Calling something "ahead of its time" always feels a bit like a polite way of saying "other people had more success ripping it off later," but Sleeper really does seem to have foreseen things like Mark Millar's Wanted and Marvel's Dark Reign. Was the series meant as some statement of where you saw the superhero genre going, or were you simply trying to mix the crime and superhero genres to find a new spin on both?

I was really trying to blend espionage and superhero comics. To take my love of John LeCarre and deep cover kind of stories, and throw them into the world of capes and masks. And to sort of have fun with some of the conventions of the genre, like the origin stories, and things like that. But I don't know that it's anything like what Wanted was, or what Dark Reign is doing. Sleeper was always a very tight contained character-driven book. Not big world-spanning action.

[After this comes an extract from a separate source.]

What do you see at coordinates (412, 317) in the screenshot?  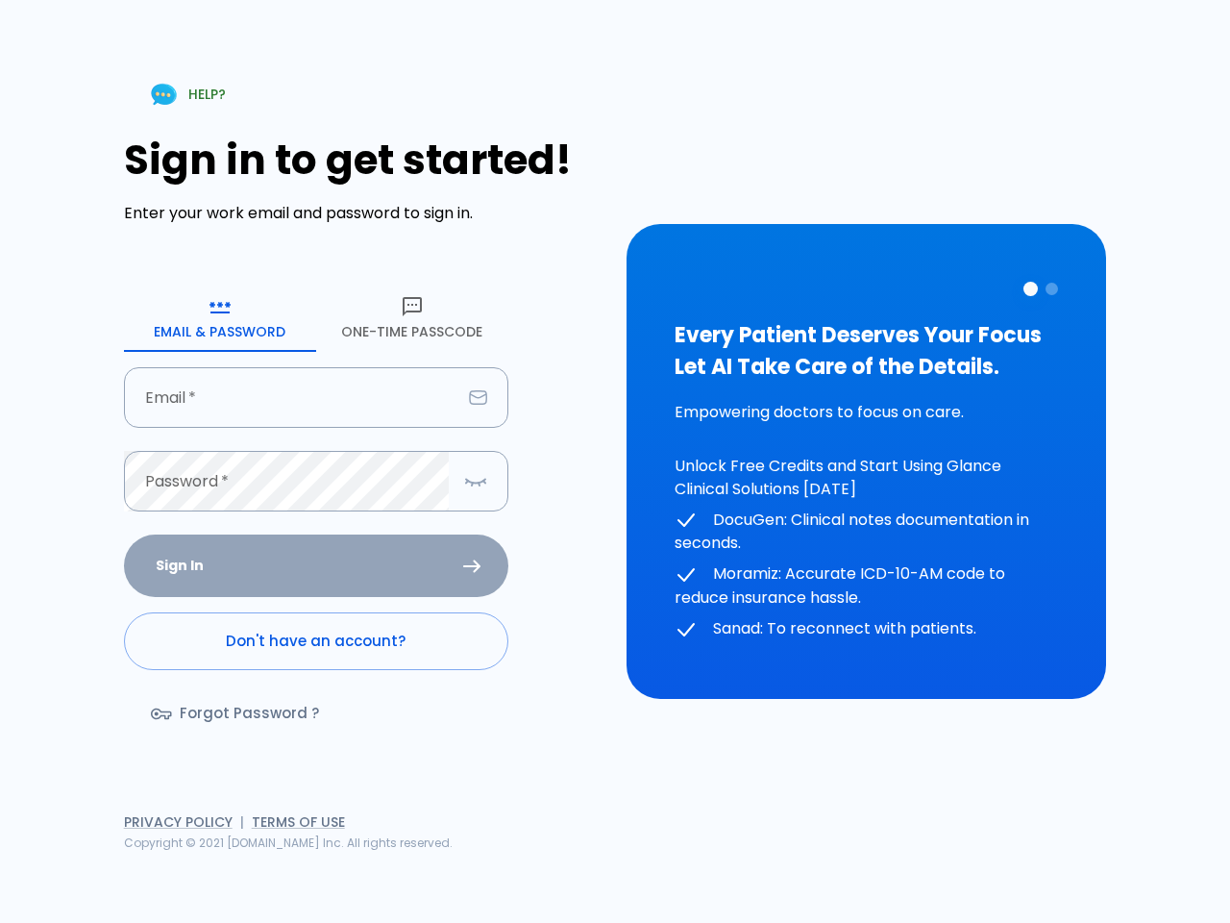 I see `button: One-Time Passcode` at bounding box center [412, 317].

Sleeper feels, to me, like the first place where you really found the voice that you'd use on Marvel work like Captain America and Daredevil. Years later, do you feel like it was a turning point for you?

I don't think I can be the judge of that. I know it was incredibly hard to write, and it really solidified me and Sean as a team, so in that way, maybe. I think the work I was doing on Gotham Central and Catwoman at the same time really helped me figure out how I do whatever it is I do. Although, Bendis still thinks [1999 miniseries for DC's Vertigo imprint] Scene of the Crime is my best book, so who can say?

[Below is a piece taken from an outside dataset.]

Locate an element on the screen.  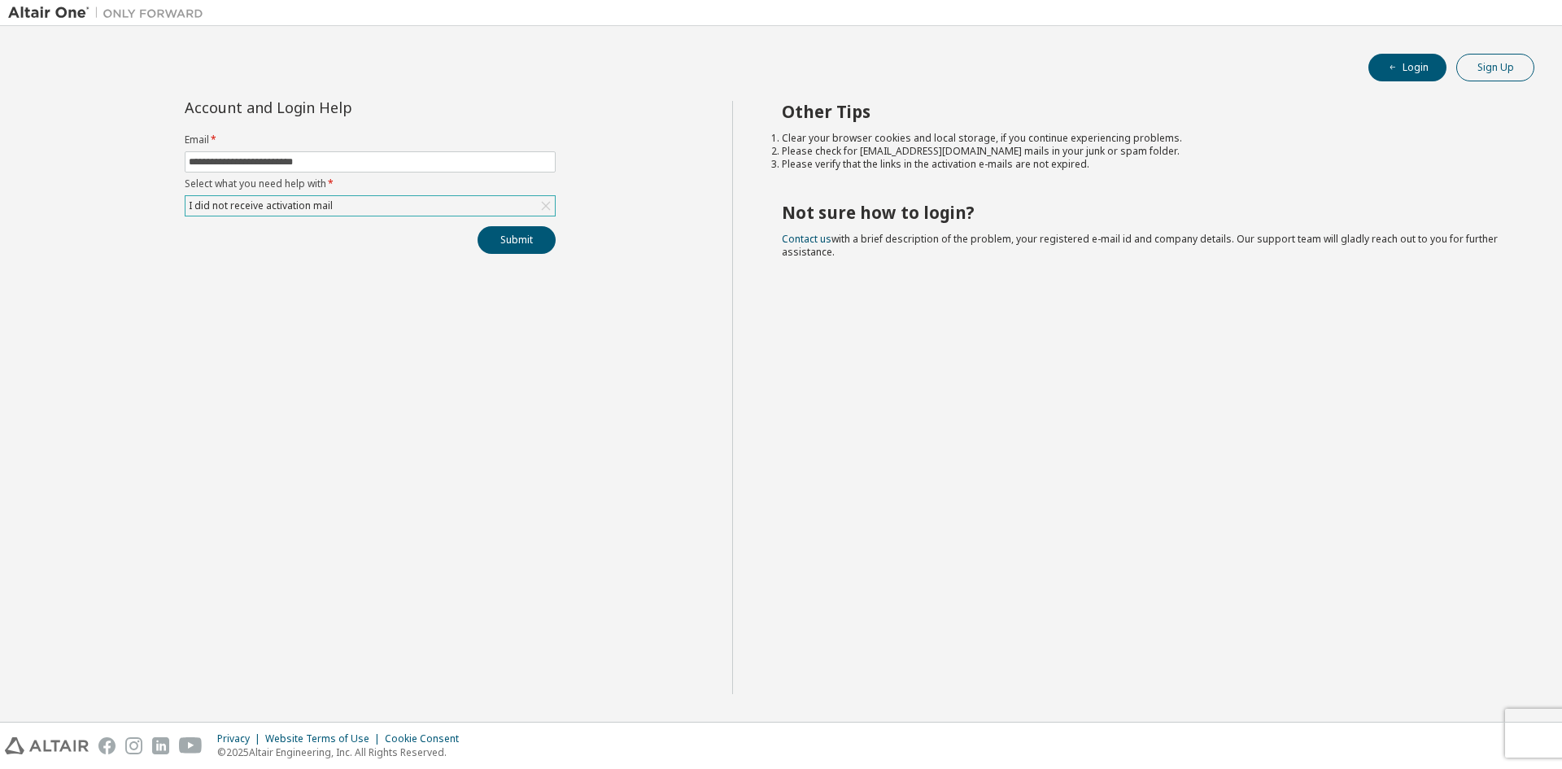
div: Account and Login Help is located at coordinates (333, 107).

Now that you're a bigshot at Marvel - killing Captain America, bringing him back, writing the origin of the Marvel superheroes in The Marvels Project - what does Sleeper mean to you? Embarrassing earlier work, nostalgic example of a time when less people were paying attention to you, surprisingly public first date with Sean Phillips...?

I've always been really proud of it. It's strange, because I've been in a lot of meetings in Hollywood the past few years, and every single person I meet there has read Sleeper, which was easily my worst-selling title ever. So I figure the entire run just got sold in Hollywood or something. But it's always gratified me that this little book I didn't think anyone but me would like found so many fans who wanted to make it into movies and TV shows. If they ever get around to that, of course, it'll be very nice. I'm getting tired of waiting here.